Rewrite for canonicalization - differences

This is the code I have currently in my htaccess for canonicalization issues:

RewriteCond %{HTTP_HOST} !^www\.callput\.com.au$ [NC]
RewriteRule .? http://www.callput.com.au%{REQUEST_URI} [L,R=301]

I’ve stumbled upon another set of rules:

RewriteCond %{HTTP_HOST} ^callput.com.au [NC]
RewriteRule ^(.*)$ http://www.callput.com.au/$1 [L,R=301]

I am trying to work out the differences (or advantages) of either set. This tutorial has helped a little (http://www.widexl.com/tutorials/mod_rewrite.html) but I don’t understand the “?” quantifier in the first set or the escapes “\”.

Also, I have a number of RewriteRule under the ones above, do I leave out the [L] until the last one or is this unnecessary?

In regular expressions, periods have special meaning. A period means any character may be matched in that spot. If, on the other hand, you wanted to match a literal period, then you would escape it with a backslash.

We now know that a period will match any character. The question mark has special meaning also. It means match the thing before it 0 or 1 times – that is, the thing before it is optional. So the pattern .? means “optionally match any character.” This is a trick to ensure that the pattern will always match. In this case, this was done because the real conditions to test were done in the preceding RewriteCond line.

In the first set of rules, the condition is checking if the domain is not www.callput.com.au, and in the second set of rules the condition is checking if the domain is exactly callput.com.au (though the second condition needs an end-of-string anchor and to escape the periods). This difference means that the first condition will match any subdomain: abc.callput.com.au, yadayada.callput.com.au, etc, or just callput.com.au, and replace it with www.callput.com.au. Whereas the second condition will match only callput.com.au and replace it with www.callput.com.au. In this case, neither is inherently better. It depends on which behavior you want.

The next difference, which is less important, is how they get the URL path to create the new, resulting URL. The first set of rules uses an existing variable: %{REQUEST_URI}. The second set of rules captures (that’s what the parentheses do) the URL that the rewrite rule is operating on, and uses that captured value in the replacement URL (that’s the $1 variable). It’s very rare that either way will produce a different result. The second set of rules can produce a different result if there were any preceding rewrite rules that already altered the URL, and it may or may not be desirable to retain those alterations. In this case, the capturing used in the second set seems to be the prevailing choice among most developers, and it’s also how the Apache documentation shows it being done.

You will almost always want to use [L] with any rewrite rule that performs a redirection.

Eventually, consider reading through the Apache documentation. It’s the most definitive and comprehensive source of information you’ll ever find on this subject.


- Prompt
Check every line of the entries that follow, and copy the ones containing "Image".

(Data for the task)

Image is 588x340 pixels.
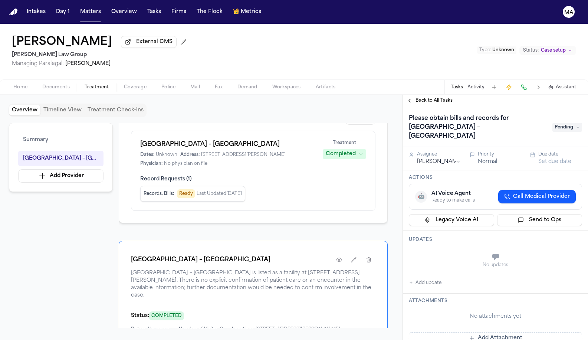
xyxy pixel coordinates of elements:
button: Call Medical Provider [499,190,576,203]
span: Address: [180,152,200,158]
span: Unknown [493,48,515,52]
button: Matters [77,5,104,19]
h3: Updates [409,237,582,243]
h1: [PERSON_NAME] [12,36,112,49]
button: Add Task [489,82,500,92]
button: Edit matter name [12,36,112,49]
h3: Attachments [409,298,582,304]
button: Back to All Tasks [403,98,457,104]
span: Artifacts [316,84,336,90]
span: [PERSON_NAME] [65,61,111,66]
h1: Please obtain bills and records for [GEOGRAPHIC_DATA] – [GEOGRAPHIC_DATA] [406,112,548,142]
span: Home [13,84,27,90]
span: External CMS [136,38,173,46]
span: Police [161,84,176,90]
div: AI Voice Agent [432,190,475,197]
span: Treatment [333,140,356,146]
button: Overview [108,5,140,19]
h1: [GEOGRAPHIC_DATA] – [GEOGRAPHIC_DATA] [140,140,314,149]
button: Send to Ops [497,214,583,226]
h3: Actions [409,175,582,181]
button: External CMS [121,36,177,48]
button: Add Provider [18,169,104,183]
span: COMPLETED [149,311,184,320]
button: Intakes [24,5,49,19]
button: Change status from Case setup [520,46,577,55]
span: Location: [232,326,253,332]
span: Coverage [124,84,147,90]
img: Finch Logo [9,9,18,16]
span: Demand [238,84,258,90]
span: [GEOGRAPHIC_DATA] – [GEOGRAPHIC_DATA] is listed as a facility at [STREET_ADDRESS][PERSON_NAME]. T... [131,270,376,299]
button: Normal [478,158,497,166]
span: Records, Bills : [144,191,174,197]
span: Back to All Tasks [416,98,453,104]
button: Make a Call [519,82,529,92]
span: [STREET_ADDRESS][PERSON_NAME] [256,326,340,332]
span: Last Updated [DATE] [197,191,242,197]
button: crownMetrics [230,5,264,19]
span: Number of Visits: [179,326,217,332]
div: Due date [539,151,582,157]
button: Edit Type: Unknown [477,46,517,54]
span: Assistant [556,84,577,90]
span: Unknown [156,152,177,158]
span: Case setup [541,48,566,53]
span: Type : [480,48,491,52]
button: Set due date [539,158,572,166]
button: Summary [18,132,104,148]
button: Completed [323,149,366,159]
div: Assignee [417,151,461,157]
span: Dates: [140,152,154,158]
h2: [PERSON_NAME] Law Group [12,50,189,59]
button: Manage [346,111,376,125]
span: Mail [190,84,200,90]
span: Status: [523,48,539,53]
button: Timeline View [40,105,85,115]
button: Activity [468,84,485,90]
button: Day 1 [53,5,73,19]
span: Dates: [131,326,145,332]
span: Documents [42,84,70,90]
button: Tasks [451,84,463,90]
div: No updates [409,262,582,268]
button: Overview [9,105,40,115]
span: 🤖 [418,193,425,200]
span: Call Medical Provider [513,193,570,200]
span: Fax [215,84,223,90]
div: Completed [326,150,356,158]
span: Status: [131,313,149,319]
button: Assistant [549,84,577,90]
button: The Flock [194,5,226,19]
div: No attachments yet [409,313,582,320]
button: Create Immediate Task [504,82,515,92]
span: 0 [220,326,223,332]
div: Ready to make calls [432,197,475,203]
button: Legacy Voice AI [409,214,494,226]
button: Treatment Check-ins [85,105,147,115]
span: Managing Paralegal: [12,61,64,66]
a: Home [9,9,18,16]
h1: [GEOGRAPHIC_DATA] – [GEOGRAPHIC_DATA] [131,255,271,264]
button: [GEOGRAPHIC_DATA] – [GEOGRAPHIC_DATA] [18,151,104,166]
span: Workspaces [272,84,301,90]
span: Physician: [140,161,163,167]
span: Record Requests ( 1 ) [140,176,366,183]
span: No physician on file [164,161,208,167]
span: Treatment [85,84,109,90]
button: Tasks [144,5,164,19]
span: Unknown [148,326,170,332]
span: Pending [553,123,582,132]
button: Add update [409,278,442,287]
button: Firms [169,5,189,19]
span: Ready [177,189,195,198]
span: [STREET_ADDRESS][PERSON_NAME] [201,152,286,158]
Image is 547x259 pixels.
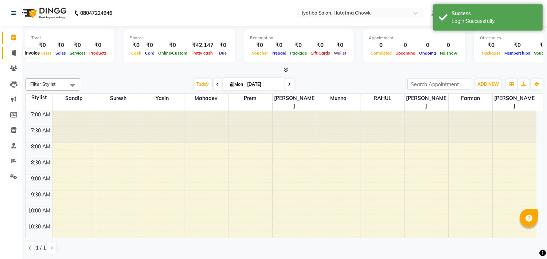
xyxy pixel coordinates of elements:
div: ₹0 [129,41,143,50]
span: Services [68,51,87,56]
div: Login Successfully. [451,17,537,25]
span: Sandip [52,94,96,103]
span: mahadev [184,94,228,103]
div: ₹0 [68,41,87,50]
span: Farman [448,94,492,103]
div: Stylist [26,94,52,102]
div: Appointment [368,35,459,41]
span: yasin [140,94,184,103]
span: prem [228,94,272,103]
div: ₹0 [31,41,54,50]
span: Gift Cards [308,51,332,56]
div: ₹0 [143,41,156,50]
span: Prepaid [269,51,288,56]
span: No show [438,51,459,56]
div: 0 [368,41,393,50]
input: Search Appointment [407,79,471,90]
div: Total [31,35,109,41]
div: Success [451,10,537,17]
span: [PERSON_NAME] [492,94,536,111]
span: Today [194,79,212,90]
span: Package [288,51,308,56]
div: 8:30 AM [30,159,52,167]
div: Finance [129,35,229,41]
div: ₹0 [332,41,348,50]
span: Upcoming [393,51,417,56]
div: Redemption [250,35,348,41]
div: 8:00 AM [30,143,52,151]
span: Sales [54,51,68,56]
span: Due [217,51,228,56]
div: 0 [438,41,459,50]
span: Completed [368,51,393,56]
span: Online/Custom [156,51,189,56]
span: 1 / 1 [36,244,46,252]
div: 10:30 AM [27,223,52,231]
div: ₹0 [216,41,229,50]
span: Products [87,51,109,56]
span: Suresh [96,94,140,103]
div: 10:00 AM [27,207,52,215]
div: ₹0 [288,41,308,50]
b: 08047224946 [80,3,112,23]
div: ₹0 [502,41,532,50]
input: 2025-09-01 [245,79,281,90]
div: ₹0 [480,41,502,50]
div: ₹0 [269,41,288,50]
span: [PERSON_NAME] [272,94,316,111]
span: Cash [129,51,143,56]
div: ₹0 [54,41,68,50]
div: 7:00 AM [30,111,52,119]
div: 9:00 AM [30,175,52,183]
div: 7:30 AM [30,127,52,135]
div: ₹0 [250,41,269,50]
span: Packages [480,51,502,56]
div: 0 [393,41,417,50]
div: Invoice [23,49,42,58]
span: Petty cash [191,51,215,56]
div: 0 [417,41,438,50]
div: ₹0 [156,41,189,50]
img: logo [19,3,68,23]
span: ADD NEW [477,82,498,87]
span: Filter Stylist [30,81,56,87]
div: 9:30 AM [30,191,52,199]
span: Memberships [502,51,532,56]
div: ₹0 [308,41,332,50]
span: Wallet [332,51,348,56]
span: [PERSON_NAME] [404,94,448,111]
button: ADD NEW [475,79,500,90]
span: Munna [316,94,360,103]
span: Mon [229,82,245,87]
span: Voucher [250,51,269,56]
span: RAHUL [360,94,404,103]
div: ₹42,147 [189,41,216,50]
span: Ongoing [417,51,438,56]
div: ₹0 [87,41,109,50]
span: Card [143,51,156,56]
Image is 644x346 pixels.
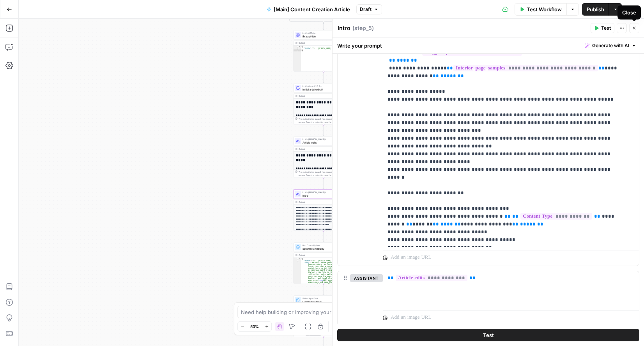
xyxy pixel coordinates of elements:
span: Toggle code folding, rows 1 through 3 [299,45,301,47]
span: LLM · [PERSON_NAME] 4 [303,190,343,194]
g: Edge from step_6 to step_7 [323,284,325,295]
g: Edge from step_17 to step_16-conditional-end [290,15,324,24]
button: Test [591,23,614,33]
div: Output [299,253,348,257]
span: Run Code · Python [303,244,343,247]
span: Extract title [303,34,343,38]
span: Generate with AI [592,42,629,49]
button: Draft [356,5,382,15]
span: Article edits [303,140,343,144]
span: Copy the output [306,173,321,176]
span: Initial article draft [303,87,343,91]
span: Test [601,24,612,32]
span: Split title and body [303,247,343,250]
div: Output [299,42,348,45]
span: LLM · Gemini 2.5 Pro [303,84,343,88]
span: Combine article [303,300,343,303]
span: [Main] Content Creation Article [274,6,350,13]
div: 2 [293,47,301,49]
div: Output [299,95,348,97]
button: Test [338,328,639,341]
div: 2 [293,260,301,262]
div: 1 [293,45,301,47]
span: Toggle code folding, rows 1 through 4 [299,258,301,260]
div: Output [299,200,348,203]
button: [Main] Content Creation Article [262,3,354,16]
span: Publish [586,6,604,13]
span: Draft [360,6,371,13]
div: Run Code · PythonSplit title and bodyStep 6Output{ "title":"St. [PERSON_NAME] Accident Lawyer", "... [293,242,354,284]
span: LLM · GPT-4o [303,32,343,34]
div: 3 [293,49,301,51]
g: Edge from step_16-conditional-end to step_3 [323,22,325,30]
span: Write Liquid Text [303,297,343,300]
span: Test [483,331,494,339]
div: This output is too large & has been abbreviated for review. to view the full content. [299,171,352,176]
span: 50% [251,323,259,329]
span: Copy the output [306,121,321,123]
button: Generate with AI [582,41,639,51]
div: 1 [293,258,301,260]
g: Edge from step_5 to step_6 [323,231,325,242]
div: Close [623,8,637,17]
g: Edge from step_4 to step_5 [323,178,325,189]
div: LLM · GPT-4oExtract titleStep 3Output{ "title":"St. [PERSON_NAME] Accident Lawyer"} [293,31,354,71]
span: Intro [303,193,343,198]
span: Test Workflow [527,6,562,13]
span: LLM · [PERSON_NAME] 4 [303,137,343,141]
span: ( step_5 ) [353,24,374,32]
div: Write your prompt [332,37,644,54]
div: Output [299,147,348,150]
button: assistant [350,274,383,282]
textarea: Intro [338,24,351,32]
button: Publish [582,3,609,16]
div: This output is too large & has been abbreviated for review. to view the full content. [299,117,352,123]
div: assistant [338,271,377,326]
g: Edge from step_3 to step_1 [323,71,325,83]
button: Test Workflow [515,3,567,16]
g: Edge from step_1 to step_4 [323,124,325,136]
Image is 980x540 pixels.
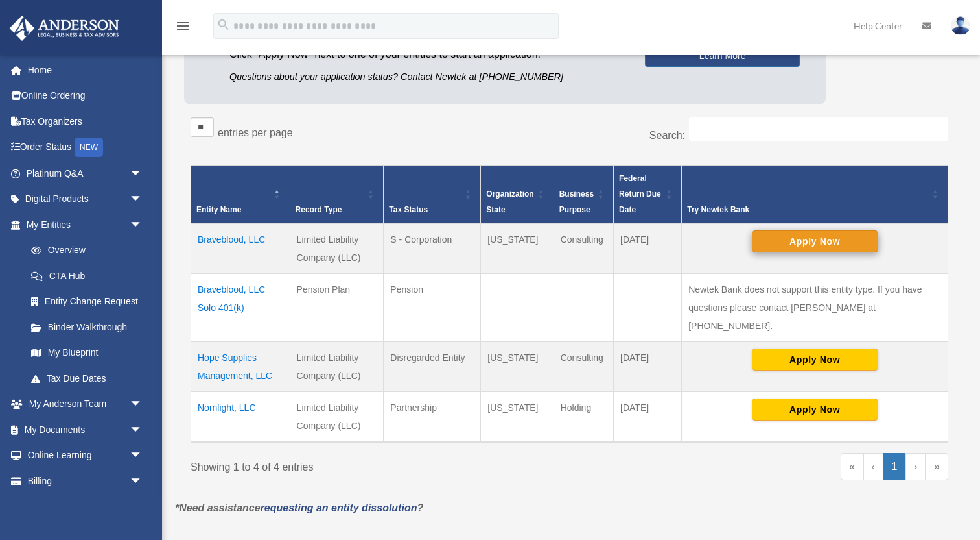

(End Data for the task)

- Exercise answer
Image is 588x340 pixels.
Image is 547x259 pixels.
Image is 644x346 pixels.
Image is 980x540 pixels.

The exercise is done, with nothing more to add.